Gifts for Nature-Loving Friends & Family

Are you gift shopping for a nature-loving friend or family member?  If so,  adding a field guide to a naturalist’s home library is a great match.  Locally, good places to shop for books about native plants and animals include all of the U.S. Forest Service ranger stations in Leavenworth, Chelan, Withrop, and the Regional Supervisor’s Office in north Wenatchee.  Each offers a wide array of field guides, books for children, hiking guidebooks and maps.   I appreciate the extensive collection of natural history books keep in stock at our locally owned independent book stores in Leavenworth, A Book For All Season’s and at Winthrop’s Trail’s End Bookstore.  The booksellers are happy to order titles not on the shelf.

Here are a few natural history books  I’ve recently acquired that you too might be good gift-giving match for someone on your list:

  1. The Sibley Guide to Birds, 2nd Edition by David Allen Sibley. The first edition is now ten years old, so many of us local “birders” anxiously awaited the March 2014 release of this updated field guide to all U.S. birds, amazingly filled with artwork and text by a single artist/author.  The improvements in this edition include larger illustrations, higher quality digital reproductions of the original art, and more than 600 new paintings.  The expanded text includes habitat and voice descriptions for every species and >700 maps have been updated.  I like using the new family pages with detailed text and all species displayed on the page.  It still is a bit too big to easily carry in the field, but I’m giving it a try!
  2. Wildlife of the Pacific Northwest:  Tracking and Identifying Mammals, Birds, Reptiles, Amphibians, and invertebrates by David Moskowitz.  Moskowitz s is a Western Washington wildlife biologist, expert animal tracker, and a gifted writer. This book is designed to help us read the stories that animals leave behind, in form of tracks, scat, and signs. For each species, Moskowitz provides  detailed life history  narratives, range maps, and photos , all selected to help sharpen the reader’s field skills and understand of our local wildlife.   Check out his website to learn about upcoming field workshops and his other publications:
  3. Trees and Shrubs of the Pacific Northwest by Mark Turner and Ellen Kuhlmann. My copy already has a worn spine after just one field season.  It is now much easier to identify a Northwest shrub or tree thanks to great photos, range maps, and narrative text that points out key field characters.  Expert Washington photographer Turner and plant ecologist Kuhlmann have both spent many years exploring our region’s botany, enabling them to select the most important plant characteristics to feature in the guide.
  4. Living with Wildlife in the Pacific Northwest by Russell Link. This book was written for us:  people interested in knowing more about the wildlife occupying areas around their homes or properties.   Would you like to know how to deter northern flickers from pecking holes in your house?  Would you like to find landscaping plants that mule deer wouldn’t as a cafeteria?  For each species, Link artfully weaves together facts about each animal’s life history including its feeding, reproductive, and nesting habits.   Tips about how to safely view the animal and ways to prevent human/animal conflicts follow, along with public health concerns and legal issues.  Some parts of this book are available on the Washington Department of Wildlife’s website under “Living with Wildlife” at  http://wdfw.wa.gov/living/ .
  5. The Northwest Nature Guide: Where to go and What to see, month by month, in Oregon, Washington, and British Columbia  by James Luther Davis.  This is a great book to keep in your car as you travel our region.  Want to know where to go to see wintering swans, or a million shorebirds, or rough-skinned newts?  This book has detailed driving directions along with nice natural history narratives.

Sibley BirdsWildlife of the Pacific NorthwestTress & Shrubs of the Pacific NorthwestLiving with WildlifeNorthwest Nature Guide


Susan Ballinger teaches a 12-week Wenatchee Naturalist course every fall at Wenatchee Valley College. This winter, Susan will offer a conifer ID workshop and 2 birding short courses through WVC Continuing Education.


* Task description *
The required answer is the count of lines in the records that contain "interactable", with no other text.

* Records supplied *
================================

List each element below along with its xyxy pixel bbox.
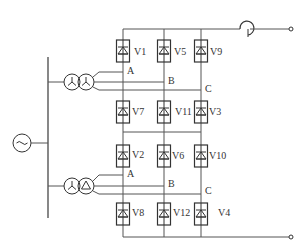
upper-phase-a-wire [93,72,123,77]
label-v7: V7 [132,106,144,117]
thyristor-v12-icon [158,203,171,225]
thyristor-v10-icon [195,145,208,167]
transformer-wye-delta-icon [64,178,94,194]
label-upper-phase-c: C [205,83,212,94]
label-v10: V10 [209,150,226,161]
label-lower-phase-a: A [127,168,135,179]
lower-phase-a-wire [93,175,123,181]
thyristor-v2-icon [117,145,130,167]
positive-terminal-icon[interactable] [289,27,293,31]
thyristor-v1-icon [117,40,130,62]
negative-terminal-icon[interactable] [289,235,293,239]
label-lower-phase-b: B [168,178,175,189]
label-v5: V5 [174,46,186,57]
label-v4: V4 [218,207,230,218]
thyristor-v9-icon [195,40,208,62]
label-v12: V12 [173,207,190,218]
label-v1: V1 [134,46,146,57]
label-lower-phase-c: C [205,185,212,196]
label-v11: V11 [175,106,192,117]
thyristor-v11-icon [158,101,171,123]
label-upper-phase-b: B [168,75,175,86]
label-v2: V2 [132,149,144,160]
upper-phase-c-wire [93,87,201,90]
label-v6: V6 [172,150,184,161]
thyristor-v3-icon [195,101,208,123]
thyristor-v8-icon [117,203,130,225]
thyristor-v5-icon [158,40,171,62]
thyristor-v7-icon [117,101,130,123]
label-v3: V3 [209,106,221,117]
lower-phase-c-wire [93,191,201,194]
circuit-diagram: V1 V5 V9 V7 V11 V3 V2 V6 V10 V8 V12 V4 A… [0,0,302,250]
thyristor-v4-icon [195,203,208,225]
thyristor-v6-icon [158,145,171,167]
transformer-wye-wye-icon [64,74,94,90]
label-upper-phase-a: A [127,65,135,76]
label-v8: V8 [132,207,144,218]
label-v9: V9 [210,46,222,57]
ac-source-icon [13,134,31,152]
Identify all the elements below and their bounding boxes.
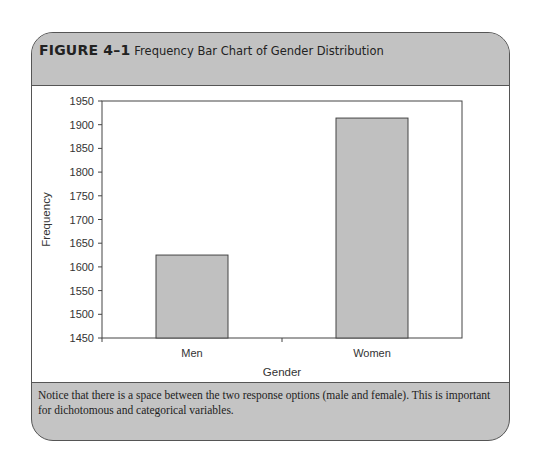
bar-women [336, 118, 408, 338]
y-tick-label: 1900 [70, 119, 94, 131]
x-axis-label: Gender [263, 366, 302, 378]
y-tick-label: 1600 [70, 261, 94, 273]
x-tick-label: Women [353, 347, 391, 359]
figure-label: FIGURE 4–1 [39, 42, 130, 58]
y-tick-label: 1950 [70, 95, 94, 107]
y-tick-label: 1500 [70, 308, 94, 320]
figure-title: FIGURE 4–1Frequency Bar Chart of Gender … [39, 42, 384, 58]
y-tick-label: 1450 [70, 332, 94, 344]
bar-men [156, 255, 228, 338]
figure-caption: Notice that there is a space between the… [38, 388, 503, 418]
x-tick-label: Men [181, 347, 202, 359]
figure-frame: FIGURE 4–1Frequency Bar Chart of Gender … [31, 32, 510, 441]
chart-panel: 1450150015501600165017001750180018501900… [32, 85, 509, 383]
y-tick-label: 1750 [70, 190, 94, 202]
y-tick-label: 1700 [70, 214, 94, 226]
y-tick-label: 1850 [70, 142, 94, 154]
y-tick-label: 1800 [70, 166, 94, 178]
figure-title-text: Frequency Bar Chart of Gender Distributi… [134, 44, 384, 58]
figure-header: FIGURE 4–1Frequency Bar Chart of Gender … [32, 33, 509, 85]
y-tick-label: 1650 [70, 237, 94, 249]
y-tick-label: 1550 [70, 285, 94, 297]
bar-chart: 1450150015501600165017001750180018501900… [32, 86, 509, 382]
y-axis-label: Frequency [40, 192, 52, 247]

================================

* Your response *
2